At the city gate, the dust never settles. Merchants haggle, travelers shout, carts rattle by. Here the courts meet in the open: respected elders and judges sit from morning to evening, hearing disputes where anyone may step forward. A widow has no husband to represent her; she must speak for herself before neighbors and strangers alike. There—at the busiest spot in town—a widow appears again. She stands where everyone can see. She is not proud. She is not powerful. She simply returns, day after day, to plead for justice.
We often read this parable with God as the judge and us as the widow who keeps asking. That view urges perseverance—and yes, the Lord tells us to “pray always without becoming weary.” Yet look again at the faces. The widow wants one thing. The judge stays closed and unmoved. In light of Jesus’ words and deeds, turn the picture: the widow shows us God’s heart, pleading for our love; the judge looks a lot like us.
God has everything, yet he desires one thing he will not take by force: our love. So he comes to the gate where we live—our schedules, our screens, our noise. He does not shout us down. He does not coerce. He keeps showing up. He took flesh and learned our sorrows. He allowed himself to be mocked, scourged, and nailed to a cross. Love went lower than our indifference. Love endured our refusals. Then love rose and returned, not with accusation, but with an open hand.
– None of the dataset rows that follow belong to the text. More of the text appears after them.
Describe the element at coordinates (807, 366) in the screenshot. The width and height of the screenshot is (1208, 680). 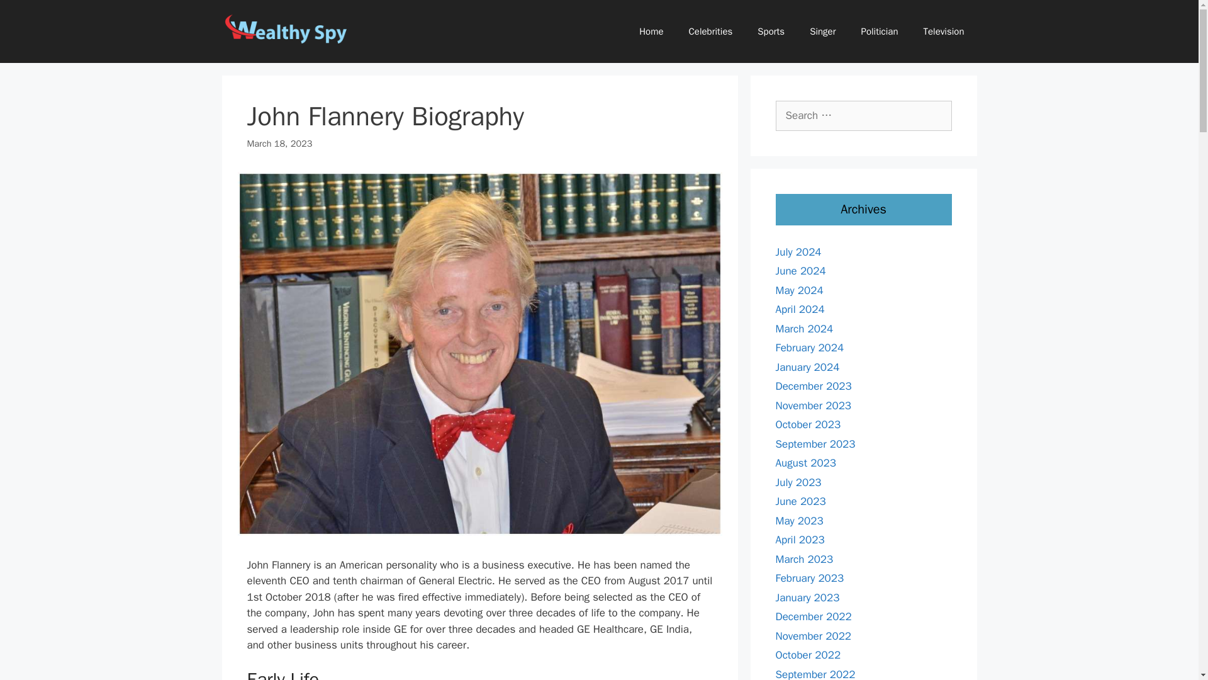
I see `January 2024` at that location.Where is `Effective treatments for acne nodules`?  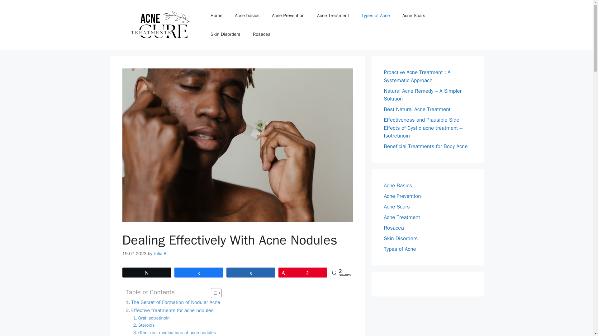
Effective treatments for acne nodules is located at coordinates (169, 311).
That is what persistence looks like from heaven’s side. Not nagging, but a steady offering. Not humiliation for its own sake, but the humility of the One who wants to be wanted. Like the widow, he keeps coming back. Each mass, he places himself before us again—Body broken, Blood poured out—asking for a home in our hearts. In the tabernacle he abides, like a porch light left on, waiting for us to come home.
And we too often we sit as the judge sat—preoccupied, unimpressed, guarding our time, handing out little verdicts: not now, not convenient, not necessary. We delay the case of God’s love as if we could send him away until the calendar clears. But he keeps coming back into our daily life. So the question is not whether God will answer prayer; he already has, in Christ. The question is whether we will answer him. Will we open the door of attention, the door of repentance, the door of real surrender? Will we allow his petition to be granted in us—his single request that we love him with the love he has already given?
How might that look this week? Ten quiet minutes before the tabernacle, even if your mind wanders. A sincere confession, letting mercy cut through old resistance. Receiving the Eucharist with a clear yes, then carrying that yes into one concrete act of charity: a phone call to the lonely, patience in traffic, forgiveness in a conversation that could easily turn sharp. Each a small verdict handed down in favor of love.
At the city gate of our parish—on this altar—he asks again. Not because he is weak, but because he is love, and love persists. Let the judge step down from the bench. Let the heart soften. Let the case be decided today: Jesus, you are welcome here. Come in, and teach us to love you.